Cranachan
“Toasted oats folded with whipped cream, raspberries, whisky, and heather honey — Scotland's harvest-festival dessert.”
Where it comes from
Cranachan originated as a Scottish harvest festival dessert (Lammas/Lùnastal) celebrating the wheat-and-fruit harvest. Originally crowdie (Scottish fresh cheese) and oats with cream and berries, the modern version with whipped cream and whisky appeared in the 20th century. The Burns Night supper sometimes ends with cranachan instead of clootie dumpling. Heather honey is the traditional sweetener; orange-blossom honey is a common modern substitute.
On the plate
Spoon down through the layers: cream-fluffy at the top, raspberry-tart in the middle, oat-crunchy throughout. The whisky comes through faintly — not enough to burn, enough to register. Heather honey adds floral notes the cream alone couldn't.
How it works
Toasting oats creates Maillard browning that contributes nutty depth — raw oats taste of cardboard in this context. Whisky's ethanol partially evaporates during folding, leaving the flavor compounds (vanillin, oak, peat) but reducing the burn. Heather honey contains thixotropic crystals that liquefy when stirred, so it incorporates evenly.
Variations
Highland cranachan uses heather honey and Scotch; Lowland version uses orange-blossom honey; modern bistros add Drambuie (whisky liqueur) instead of straight whisky — three sweetener choices.
On the Palate
Ingredients
Serves 4How it's made
5 steps · Show ↓20 min active · 10 min waiting
How it's made
5 steps · Show ↓- 16 min
Toast 60g pinhead oats in dry pan over medium heat for 5-6 min until golden and fragrant. Cool.
- 25 min
Whip 300ml double cream to soft peaks. Stir in 3 tbsp Scotch whisky and 3 tbsp heather honey.
- 33 min
Crush 300g fresh raspberries lightly with a fork (or use frozen, thawed).
- 43 min
Fold cooled toasted oats into cream-whisky-honey mixture.
- 513 min
Layer in tall glasses: cream-oat, raspberries, cream-oat, raspberries. Top with whole raspberry and oat crumbs. Chill 10 min before serving.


What you will do:
Please reproduce every record exactly as written, leaving out the pictures.

*** Supplied data Section Begins ***

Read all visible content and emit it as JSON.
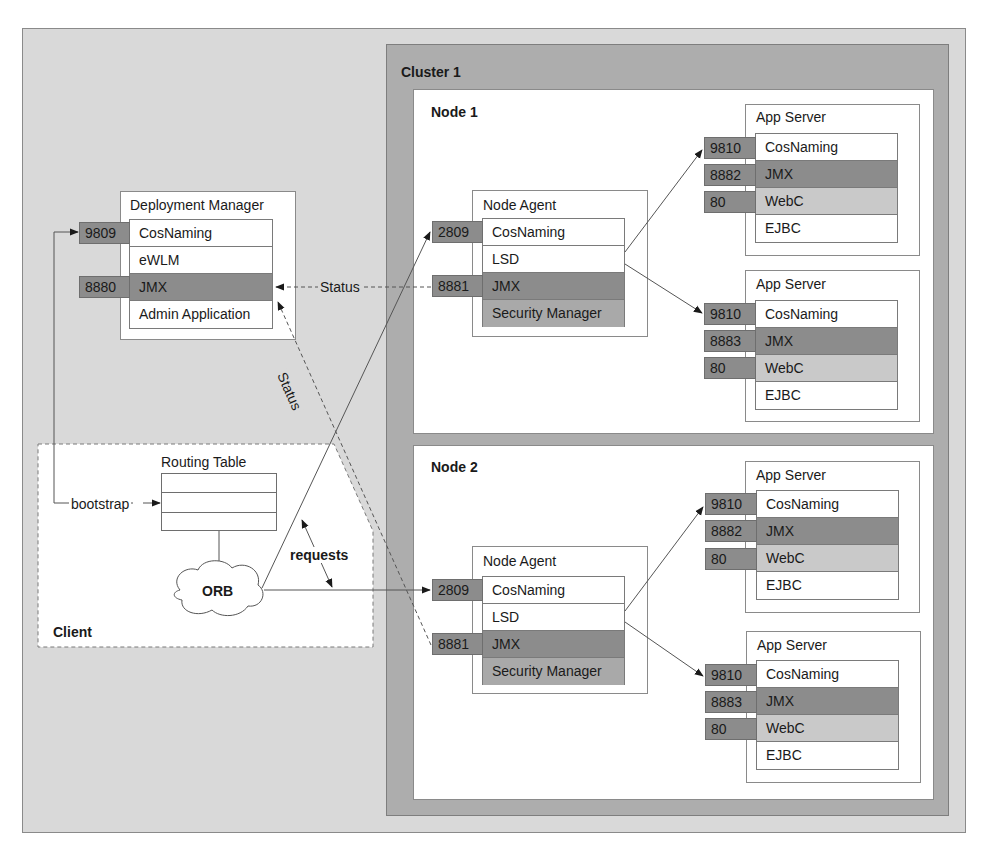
{
  "diagram": {
    "type": "architecture",
    "cluster": {
      "label": "Cluster 1"
    },
    "deployment_manager": {
      "title": "Deployment Manager",
      "rows": [
        {
          "label": "CosNaming",
          "port": "9809",
          "shade": "white"
        },
        {
          "label": "eWLM",
          "port": "",
          "shade": "white"
        },
        {
          "label": "JMX",
          "port": "8880",
          "shade": "dark"
        },
        {
          "label": "Admin Application",
          "port": "",
          "shade": "white"
        }
      ]
    },
    "nodes": [
      {
        "label": "Node 1",
        "node_agent": {
          "title": "Node Agent",
          "rows": [
            {
              "label": "CosNaming",
              "port": "2809",
              "shade": "white"
            },
            {
              "label": "LSD",
              "port": "",
              "shade": "white"
            },
            {
              "label": "JMX",
              "port": "8881",
              "shade": "dark"
            },
            {
              "label": "Security Manager",
              "port": "",
              "shade": "mid"
            }
          ]
        },
        "app_servers": [
          {
            "title": "App Server",
            "rows": [
              {
                "label": "CosNaming",
                "port": "9810",
                "shade": "white"
              },
              {
                "label": "JMX",
                "port": "8882",
                "shade": "dark"
              },
              {
                "label": "WebC",
                "port": "80",
                "shade": "light"
              },
              {
                "label": "EJBC",
                "port": "",
                "shade": "white"
              }
            ]
          },
          {
            "title": "App Server",
            "rows": [
              {
                "label": "CosNaming",
                "port": "9810",
                "shade": "white"
              },
              {
                "label": "JMX",
                "port": "8883",
                "shade": "dark"
              },
              {
                "label": "WebC",
                "port": "80",
                "shade": "light"
              },
              {
                "label": "EJBC",
                "port": "",
                "shade": "white"
              }
            ]
          }
        ]
      },
      {
        "label": "Node 2",
        "node_agent": {
          "title": "Node Agent",
          "rows": [
            {
              "label": "CosNaming",
              "port": "2809",
              "shade": "white"
            },
            {
              "label": "LSD",
              "port": "",
              "shade": "white"
            },
            {
              "label": "JMX",
              "port": "8881",
              "shade": "dark"
            },
            {
              "label": "Security Manager",
              "port": "",
              "shade": "mid"
            }
          ]
        },
        "app_servers": [
          {
            "title": "App Server",
            "rows": [
              {
                "label": "CosNaming",
                "port": "9810",
                "shade": "white"
              },
              {
                "label": "JMX",
                "port": "8882",
                "shade": "dark"
              },
              {
                "label": "WebC",
                "port": "80",
                "shade": "light"
              },
              {
                "label": "EJBC",
                "port": "",
                "shade": "white"
              }
            ]
          },
          {
            "title": "App Server",
            "rows": [
              {
                "label": "CosNaming",
                "port": "9810",
                "shade": "white"
              },
              {
                "label": "JMX",
                "port": "8883",
                "shade": "dark"
              },
              {
                "label": "WebC",
                "port": "80",
                "shade": "light"
              },
              {
                "label": "EJBC",
                "port": "",
                "shade": "white"
              }
            ]
          }
        ]
      }
    ],
    "client": {
      "label": "Client",
      "routing_table": {
        "title": "Routing Table",
        "rows": 3
      },
      "orb": {
        "label": "ORB"
      },
      "bootstrap_label": "bootstrap",
      "requests_label": "requests"
    },
    "connectors": {
      "status_horizontal": "Status",
      "status_diagonal": "Status"
    },
    "colors": {
      "outer_bg": "#d9d9d9",
      "cluster_bg": "#adadad",
      "node_bg": "#ffffff",
      "port_badge": "#8c8c8c",
      "jmx_row": "#8c8c8c",
      "security_row": "#a9a9a9",
      "webc_row": "#c9c9c9"
    }
  }
}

*** Supplied data Section Ends ***

Problem solution:
Read all visible content and emit it as JSON.
{
  "diagram": {
    "type": "architecture",
    "cluster": {
      "label": "Cluster 1"
    },
    "deployment_manager": {
      "title": "Deployment Manager",
      "rows": [
        {
          "label": "CosNaming",
          "port": "9809",
          "shade": "white"
        },
        {
          "label": "eWLM",
          "port": "",
          "shade": "white"
        },
        {
          "label": "JMX",
          "port": "8880",
          "shade": "dark"
        },
        {
          "label": "Admin Application",
          "port": "",
          "shade": "white"
        }
      ]
    },
    "nodes": [
      {
        "label": "Node 1",
        "node_agent": {
          "title": "Node Agent",
          "rows": [
            {
              "label": "CosNaming",
              "port": "2809",
              "shade": "white"
            },
            {
              "label": "LSD",
              "port": "",
              "shade": "white"
            },
            {
              "label": "JMX",
              "port": "8881",
              "shade": "dark"
            },
            {
              "label": "Security Manager",
              "port": "",
              "shade": "mid"
            }
          ]
        },
        "app_servers": [
          {
            "title": "App Server",
            "rows": [
              {
                "label": "CosNaming",
                "port": "9810",
                "shade": "white"
              },
              {
                "label": "JMX",
                "port": "8882",
                "shade": "dark"
              },
              {
                "label": "WebC",
                "port": "80",
                "shade": "light"
              },
              {
                "label": "EJBC",
                "port": "",
                "shade": "white"
              }
            ]
          },
          {
            "title": "App Server",
            "rows": [
              {
                "label": "CosNaming",
                "port": "9810",
                "shade": "white"
              },
              {
                "label": "JMX",
                "port": "8883",
                "shade": "dark"
              },
              {
                "label": "WebC",
                "port": "80",
                "shade": "light"
              },
              {
                "label": "EJBC",
                "port": "",
                "shade": "white"
              }
            ]
          }
        ]
      },
      {
        "label": "Node 2",
        "node_agent": {
          "title": "Node Agent",
          "rows": [
            {
              "label": "CosNaming",
              "port": "2809",
              "shade": "white"
            },
            {
              "label": "LSD",
              "port": "",
              "shade": "white"
            },
            {
              "label": "JMX",
              "port": "8881",
              "shade": "dark"
            },
            {
              "label": "Security Manager",
              "port": "",
              "shade": "mid"
            }
          ]
        },
        "app_servers": [
          {
            "title": "App Server",
            "rows": [
              {
                "label": "CosNaming",
                "port": "9810",
                "shade": "white"
              },
              {
                "label": "JMX",
                "port": "8882",
                "shade": "dark"
              },
              {
                "label": "WebC",
                "port": "80",
                "shade": "light"
              },
              {
                "label": "EJBC",
                "port": "",
                "shade": "white"
              }
            ]
          },
          {
            "title": "App Server",
            "rows": [
              {
                "label": "CosNaming",
                "port": "9810",
                "shade": "white"
              },
              {
                "label": "JMX",
                "port": "8883",
                "shade": "dark"
              },
              {
                "label": "WebC",
                "port": "80",
                "shade": "light"
              },
              {
                "label": "EJBC",
                "port": "",
                "shade": "white"
              }
            ]
          }
        ]
      }
    ],
    "client": {
      "label": "Client",
      "routing_table": {
        "title": "Routing Table",
        "rows": 3
      },
      "orb": {
        "label": "ORB"
      },
      "bootstrap_label": "bootstrap",
      "requests_label": "requests"
    },
    "connectors": {
      "status_horizontal": "Status",
      "status_diagonal": "Status"
    },
    "colors": {
      "outer_bg": "#d9d9d9",
      "cluster_bg": "#adadad",
      "node_bg": "#ffffff",
      "port_badge": "#8c8c8c",
      "jmx_row": "#8c8c8c",
      "security_row": "#a9a9a9",
      "webc_row": "#c9c9c9"
    }
  }
}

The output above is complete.